United States v. Pelzer
Headline: Court holds gifts placed in a trust for grandchildren are 'future interests' and therefore do not qualify for the $5,000 per-person gift-tax exclusion, increasing tax owed on those transfers.
Holding:
- Treats trust gifts with delayed enjoyment as ineligible for the $5,000 exclusion.
- Means donors adding property to similar trusts may owe substantially more gift tax.

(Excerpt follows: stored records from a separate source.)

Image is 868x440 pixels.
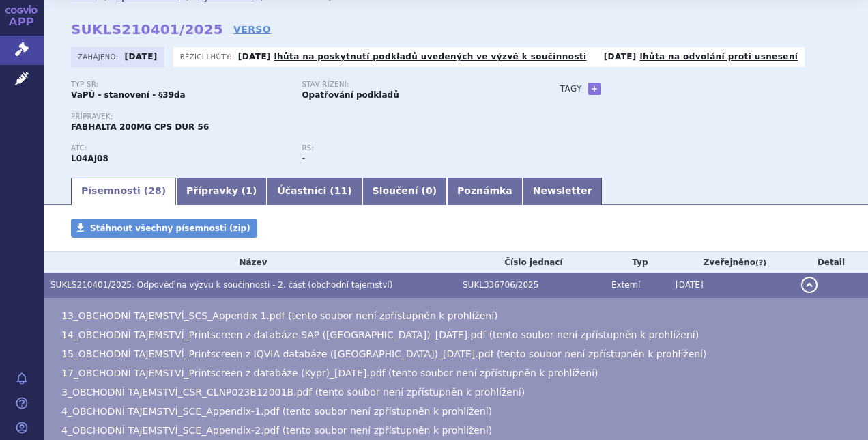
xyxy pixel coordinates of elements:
span: Stáhnout všechny písemnosti (zip) [90,223,250,233]
p: - [604,51,799,62]
strong: [DATE] [239,52,271,61]
span: 4_OBCHODNÍ TAJEMSTVÍ_SCE_Appendix-1.pdf (tento soubor není zpřístupněn k prohlížení) [61,406,492,417]
span: SUKLS210401/2025: Odpověď na výzvu k součinnosti - 2. část (obchodní tajemství) [50,281,393,290]
th: Číslo jednací [456,252,605,273]
strong: SUKLS210401/2025 [71,21,223,38]
a: VERSO [233,22,271,36]
a: Účastníci (11) [267,177,362,205]
span: Externí [612,281,641,290]
p: Stav řízení: [302,81,519,89]
a: + [589,83,601,95]
a: lhůta na odvolání proti usnesení [640,52,798,61]
p: Typ SŘ: [71,81,288,89]
span: 0 [426,185,433,196]
a: Přípravky (1) [176,177,267,205]
a: lhůta na poskytnutí podkladů uvedených ve výzvě k součinnosti [274,52,587,61]
strong: Opatřování podkladů [302,90,399,100]
strong: IPTAKOPAN [71,153,108,164]
th: Typ [605,252,669,273]
p: RS: [302,144,519,153]
p: Přípravek: [71,113,533,121]
strong: - [302,153,305,164]
h3: Tagy [560,81,583,97]
span: 1 [245,185,253,196]
span: Běžící lhůty: [181,51,235,62]
span: 28 [148,185,161,196]
button: detail [802,277,818,293]
span: FABHALTA 200MG CPS DUR 56 [71,122,209,132]
a: Newsletter [523,177,603,205]
a: Poznámka [447,177,523,205]
span: 13_OBCHODNÍ TAJEMSTVÍ_SCS_Appendix 1.pdf (tento soubor není zpřístupněn k prohlížení) [61,310,498,321]
span: 15_OBCHODNÍ TAJEMSTVÍ_Printscreen z IQVIA databáze ([GEOGRAPHIC_DATA])_[DATE].pdf (tento soubor n... [61,349,706,360]
p: - [239,51,587,62]
th: Název [43,252,456,273]
span: 11 [335,185,348,196]
th: Zveřejněno [669,252,795,273]
span: 3_OBCHODNÍ TAJEMSTVÍ_CSR_CLNP023B12001B.pdf (tento soubor není zpřístupněn k prohlížení) [61,387,525,397]
a: Stáhnout všechny písemnosti (zip) [71,218,257,238]
abbr: (?) [756,258,767,268]
span: 4_OBCHODNÍ TAJEMSTVÍ_SCE_Appendix-2.pdf (tento soubor není zpřístupněn k prohlížení) [61,425,492,436]
a: Sloučení (0) [363,177,447,205]
strong: [DATE] [125,52,158,61]
td: SUKL336706/2025 [456,273,605,298]
span: 14_OBCHODNÍ TAJEMSTVÍ_Printscreen z databáze SAP ([GEOGRAPHIC_DATA])_[DATE].pdf (tento soubor nen... [61,329,699,340]
td: [DATE] [669,273,795,298]
th: Detail [795,252,868,273]
strong: [DATE] [604,52,637,61]
a: Písemnosti (28) [71,177,176,205]
span: 17_OBCHODNÍ TAJEMSTVÍ_Printscreen z databáze (Kypr)_[DATE].pdf (tento soubor není zpřístupněn k p... [61,368,599,379]
strong: VaPÚ - stanovení - §39da [71,90,186,100]
span: Zahájeno: [78,51,121,62]
p: ATC: [71,144,288,153]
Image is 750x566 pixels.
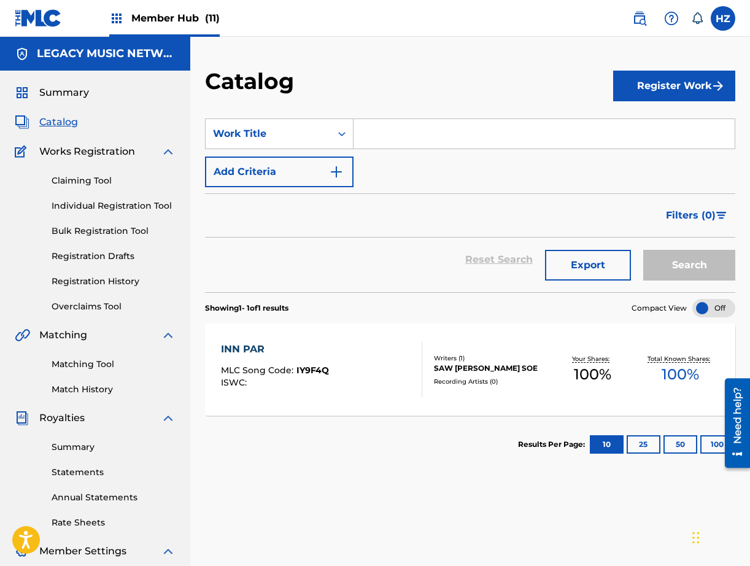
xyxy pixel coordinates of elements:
[221,342,329,357] div: INN PAR
[221,365,296,376] span: MLC Song Code :
[39,144,135,159] span: Works Registration
[15,328,30,342] img: Matching
[205,323,735,415] a: INN PARMLC Song Code:IY9F4QISWC:Writers (1)SAW [PERSON_NAME] SOERecording Artists (0)Your Shares:...
[15,411,29,425] img: Royalties
[205,12,220,24] span: (11)
[161,411,176,425] img: expand
[632,11,647,26] img: search
[52,491,176,504] a: Annual Statements
[659,6,684,31] div: Help
[647,354,713,363] p: Total Known Shares:
[205,118,735,292] form: Search Form
[39,328,87,342] span: Matching
[434,363,548,374] div: SAW [PERSON_NAME] SOE
[39,85,89,100] span: Summary
[434,377,548,386] div: Recording Artists ( 0 )
[161,144,176,159] img: expand
[296,365,329,376] span: IY9F4Q
[590,435,624,454] button: 10
[329,164,344,179] img: 9d2ae6d4665cec9f34b9.svg
[700,435,734,454] button: 100
[52,441,176,454] a: Summary
[37,47,176,61] h5: LEGACY MUSIC NETWORK
[52,300,176,313] a: Overclaims Tool
[213,126,323,141] div: Work Title
[15,47,29,61] img: Accounts
[52,358,176,371] a: Matching Tool
[52,383,176,396] a: Match History
[627,6,652,31] a: Public Search
[161,544,176,558] img: expand
[664,11,679,26] img: help
[716,373,750,472] iframe: Resource Center
[161,328,176,342] img: expand
[711,79,725,93] img: f7272a7cc735f4ea7f67.svg
[15,85,29,100] img: Summary
[663,435,697,454] button: 50
[692,519,700,556] div: Drag
[52,466,176,479] a: Statements
[434,354,548,363] div: Writers ( 1 )
[15,115,29,129] img: Catalog
[52,199,176,212] a: Individual Registration Tool
[39,544,126,558] span: Member Settings
[659,200,735,231] button: Filters (0)
[545,250,631,280] button: Export
[221,377,250,388] span: ISWC :
[689,507,750,566] iframe: Chat Widget
[52,174,176,187] a: Claiming Tool
[15,544,29,558] img: Member Settings
[572,354,612,363] p: Your Shares:
[666,208,716,223] span: Filters ( 0 )
[39,411,85,425] span: Royalties
[627,435,660,454] button: 25
[52,516,176,529] a: Rate Sheets
[711,6,735,31] div: User Menu
[632,303,687,314] span: Compact View
[52,250,176,263] a: Registration Drafts
[716,212,727,219] img: filter
[52,225,176,238] a: Bulk Registration Tool
[15,115,78,129] a: CatalogCatalog
[39,115,78,129] span: Catalog
[205,68,300,95] h2: Catalog
[109,11,124,26] img: Top Rightsholders
[15,9,62,27] img: MLC Logo
[613,71,735,101] button: Register Work
[15,85,89,100] a: SummarySummary
[205,303,288,314] p: Showing 1 - 1 of 1 results
[205,156,354,187] button: Add Criteria
[52,275,176,288] a: Registration History
[518,439,588,450] p: Results Per Page:
[662,363,699,385] span: 100 %
[574,363,611,385] span: 100 %
[15,144,31,159] img: Works Registration
[691,12,703,25] div: Notifications
[131,11,220,25] span: Member Hub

- Confirms Treasury regulations guide federal gift-tax definitions.
Summary
Background
A taxpayer created a 1932 trust to benefit eight named grandchildren and any grandchildren born later. The trustee was to accumulate income for ten years and then pay equal income shares only to grandchildren who were living and had reached age twenty-one, with additional rules for after-born grandchildren and final distribution after the last grandchild’s death. The taxpayer added property to the trust in later years and paid gift taxes; he sued to recover taxes, arguing each beneficiary should receive a $5,000 exclusion.
Reasoning
The Court addressed whether these gifts are present gifts or "future interests" under §504(b) of the Revenue Act, which denies the $5,000 exclusion for future interests. The Court explained federal tax law requires a uniform, nationwide meaning and looked to committee reports and Treasury regulations. Because the grandchildren could not use, possess, or enjoy the trust income or corpus until after the ten-year accumulation and reaching age twenty-one (and only if they survived), the Court concluded the gifts were interests that begin in the future and therefore fall within the statutory and regulatory definition of "future interests." The Court reversed the lower court’s ruling for the 1932 trust on that point.
Real world impact
The decision treats delayed or contingent trust benefits like these as not eligible for the per-person $5,000 exclusion, increasing gift tax liability on such transfers. It relies on Treasury guidance and congressional reports to define which trust arrangements qualify as future interests.